WASHINGTON: An Iranian scientist Tehran claims
was abducted
by US spies surfaced Tuesday in Washington, where officials confirmed he
had been living “for some time” but said he was was free to leave.
It was the latest twist in a bizarre saga tied to
international
pressure over Tehran’s controversial nuclear program, which Iran says is
for peaceful purpose, but many nations fear masks a weapons drive.
Iran says US agents kidnapped Shahram Amiri after he
arrived in Saudi
Arabia for a pilgrimage last year, but speculation has mounted that he
defected and was working with the Central Intelligence Agency.
US officials denied kidnapping the Iranian, even as
several Internet
videos emerged in June featuring a man purporting to be Amiri who
claimed to have escaped from US agents in Virginia.
On Tuesday, Amiri was holed up at Iran’s consular
mission in a
non-descript office building in Washington, and US officials confirmed
for the first time that he was in the United States.
“He’s free to go. He was free to come. These decisions
are his alone
to make,” Secretary of State Hillary Clinton told reporters.
She contrasted the case to that of three young
American hikers, who
have been held in Iran for nearly a year after allegedly straying into
the country during a hiking trip. She renewed calls for their release.
White House spokesman Robert Gibbs declined to detail
how the Iranian
scientist had come to the United States, or what he had done while he
was in the country.
“He’s here and he’s free to go. We don’t hold him and
therefore he’s
not part of any exchange,” he said, echoing Clinton’s remarks. “Iran
continues to hold three hikers and we believe they should be released.”
State Department spokesman Philip Crowley said Amiri
had planned to
return Monday to Iran but could not complete all the arrangements in
time to transit through a third country.
“He’s been here for some time, I’m not going to
specify for how long,
but he has chosen to return,” Crowley said.
Crowley refused to comment on whether Amiri had
provided the United
States with intelligence but said US officials had been in contact with
him.
An Iran watcher who has contacts with the US
administration told AFP
that Amiri, who is in his early 30s, had defected and moved in the Sun
Belt city of Tuscon, Arizona, but that his family in Iran apparently
came under pressure.
“He wasn’t a real big fish. He oversold himself. He
was debriefed and
then allowed to go live in Tuscon,” said the academic, who requested
anonymity to discuss sensitive information.
“He had illusions of what life as a defector might be
like. But he
realized that the future didn’t look bright as he doesn’t know the
language and was all alone.”
US television network ABC first reported Amiri’s
defection in March
and quoted officials saying it was an “intelligence coup” in efforts to
undermine Iran’s nuclear program.
Amiri told Iranian media he had asked “for a quick
return to Tehran.”
He said he was under intense “psychological pressure” and was
constantly watched by “armed people.”
“After the release of my interview on the Internet and
the disgrace
for the American government over this abduction, they wanted to quietly
return me to Iran by some country’s airline, so that while denying the
whole thing they can put a cap on the abduction,” he told Iranian state
television.
“But in the end they couldn’t. Since the day of the
release of my
remarks on the Internet, the Americans have seen themselves as losers in
this saga,” he said.
“I am not free and I’m not allowed to contact my
family. If something
happens and I do not return home alive, the US government will be
responsible,” the man said, insisting he had not “betrayed” Iran.
There was no sign of the mysterious scientist at the
Iranian
interests section in the United States, which is under the auspices of
the Pakistani embassy in the absence of diplomatic relations between
Washington and Tehran.
Secret Service agents waited outside in squad cars
with engines
running and patrolled a park adjacent to the mission, which lies in a
little-marked office building near the upscale Georgetown area.
Officials inside the mission confirmed that Amiri was
inside but
politely tried to shoo away waiting reporters, who cast a careful eye on
each vehicle with tinted windows leaving the building’s underground
garage.
Prior to his disappearance, Amiri worked in Tehran’s
Malek Ashtar
University of Technology, which is believed to be close to Iran’s elite
Revolutionary Guards.
On a visit to Madrid, Iranian Foreign Minister
Manouchehr Mottaki
called for the United States to allow Amiri’s immediate return.
“We hope that, without any obstacle, he can return to
his country,
that they do not create any obstacle for his return to his homeland,” he
told a news conference. —AFP
Tags:
Shahram Amiri
Iranian scientist
Iran nuclear programme
yawn. boring. same tactical maneuvre they pulled on saddam. absolute redundancy. no originality. repeat record. broken record.
Rating:
+1
Yeah it is true they are trying the same thing they told for Iraq now the turn is for the Iran then they will control all the Middle East Oil Ressources!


## Work request
Working through the lines below, return each one that holds "triphosphate".

## Source data
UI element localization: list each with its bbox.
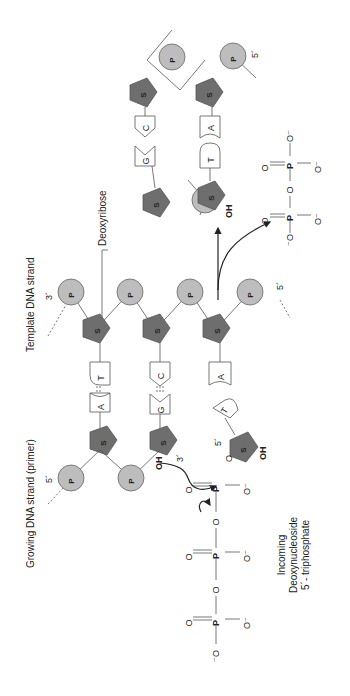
svg-text:A: A: [206, 125, 216, 131]
svg-text:P: P: [127, 478, 136, 484]
svg-text:O: O: [184, 619, 194, 626]
svg-text:P: P: [67, 292, 76, 298]
product-sugar-3: S: [143, 188, 170, 217]
deoxyribose-label: Deoxyribose: [97, 190, 108, 246]
svg-text:T: T: [96, 375, 106, 381]
svg-text:⁻O: ⁻O: [211, 650, 221, 662]
template-phosphate-2: P: [117, 279, 143, 305]
product-sugar-2: S: [196, 78, 223, 107]
svg-text:O⁻: O⁻: [242, 550, 252, 562]
growing-base-A: A: [90, 393, 110, 412]
product-phosphate-1: P: [159, 44, 185, 70]
svg-text:S: S: [93, 328, 102, 334]
svg-text:O: O: [285, 186, 295, 193]
svg-text:P: P: [168, 57, 177, 63]
growing-strand-label: Growing DNA strand (primer): [25, 439, 36, 568]
svg-text:P: P: [285, 215, 295, 221]
svg-text:P: P: [211, 486, 221, 492]
incoming-5-end: 5´: [213, 438, 223, 446]
product-phosphate-2: P: [220, 43, 246, 69]
incoming-base-T: T: [213, 399, 238, 418]
svg-text:S: S: [239, 447, 248, 453]
template-dashed-end: [48, 305, 66, 336]
svg-text:O⁻: O⁻: [242, 483, 252, 495]
svg-text:O⁻: O⁻: [313, 161, 323, 173]
svg-text:P: P: [211, 620, 221, 626]
pyrophosphate-release-arrow: [218, 222, 270, 290]
svg-text:G: G: [156, 406, 166, 413]
svg-text:A: A: [96, 404, 106, 410]
svg-text:A: A: [216, 374, 226, 380]
svg-text:O⁻: O⁻: [285, 130, 295, 142]
product-base-A: A: [200, 116, 220, 138]
incoming-sugar: S: [230, 432, 258, 462]
svg-text:O: O: [260, 164, 270, 171]
svg-text:O⁻: O⁻: [313, 213, 323, 225]
incoming-label-3: 5´- triphosphate: [300, 520, 311, 590]
svg-text:P: P: [229, 56, 238, 62]
template-phosphate-3: P: [177, 279, 203, 305]
growing-sugar-2: S: [150, 426, 177, 455]
template-3-end: 3´: [44, 292, 54, 300]
template-strand-label: Template DNA strand: [25, 258, 36, 353]
growing-5-end: 5´: [44, 475, 54, 483]
template-phosphate-1: P: [58, 279, 84, 305]
svg-text:S: S: [99, 440, 108, 446]
svg-text:P: P: [246, 292, 255, 298]
product-5-end: 5´: [250, 50, 260, 58]
svg-text:⁻O: ⁻O: [285, 234, 295, 246]
svg-text:S: S: [205, 92, 214, 98]
svg-text:S: S: [207, 195, 216, 201]
growing-3-end: 3´: [175, 454, 185, 462]
svg-text:S: S: [139, 92, 148, 98]
template-dashed-end-5: [280, 300, 290, 318]
svg-text:O: O: [184, 486, 194, 493]
incoming-label-1: Incoming: [276, 535, 287, 576]
dna-replication-diagram: Growing DNA strand (primer) Template DNA…: [0, 0, 350, 696]
growing-base-G: G: [150, 394, 170, 414]
svg-text:T: T: [206, 157, 216, 163]
incoming-o: O: [224, 455, 234, 462]
growing-phosphate-2: P: [118, 465, 144, 491]
svg-text:P: P: [285, 163, 295, 169]
template-5-end: 5´: [275, 282, 285, 290]
electron-arrow: [200, 501, 210, 512]
svg-text:O: O: [184, 553, 194, 560]
svg-text:S: S: [153, 328, 162, 334]
product-base-C: C: [135, 116, 155, 137]
svg-text:C: C: [156, 372, 166, 379]
svg-text:O: O: [211, 586, 221, 593]
svg-text:C: C: [141, 124, 151, 131]
svg-text:O⁻: O⁻: [242, 617, 252, 629]
triphosphate: O P O⁻ O O P O⁻ O O P O⁻ ⁻O: [184, 483, 252, 662]
incoming-oh: OH: [258, 447, 268, 461]
svg-text:P: P: [67, 478, 76, 484]
product-base-T: T: [200, 143, 220, 168]
svg-text:S: S: [213, 328, 222, 334]
template-base-T: T: [90, 362, 110, 385]
template-base-C: C: [150, 362, 170, 386]
attack-arrow: [160, 463, 216, 489]
product-sugar-1: S: [130, 78, 157, 107]
pyrophosphate: ⁻O O P O⁻ O O P O⁻ O⁻: [260, 130, 323, 246]
growing-phosphate-1: P: [58, 465, 84, 491]
svg-text:S: S: [152, 202, 161, 208]
product-base-G: G: [135, 146, 155, 166]
product-oh: OH: [224, 205, 234, 219]
svg-text:P: P: [186, 292, 195, 298]
svg-text:O: O: [260, 217, 270, 224]
svg-text:P: P: [126, 292, 135, 298]
template-base-A-unpaired: A: [209, 362, 231, 385]
svg-text:O: O: [211, 518, 221, 525]
growing-sugar-1: S: [90, 426, 117, 455]
incoming-label-2: Deoxynucleoside: [288, 516, 299, 593]
svg-text:G: G: [141, 157, 151, 164]
svg-text:S: S: [159, 440, 168, 446]
svg-text:P: P: [211, 553, 221, 559]
template-phosphate-4: P: [237, 279, 263, 305]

## Result for this exercise
incoming-label-3: 5´- triphosphate: [300, 520, 311, 590]
triphosphate: O P O⁻ O O P O⁻ O O P O⁻ ⁻O: [184, 483, 252, 662]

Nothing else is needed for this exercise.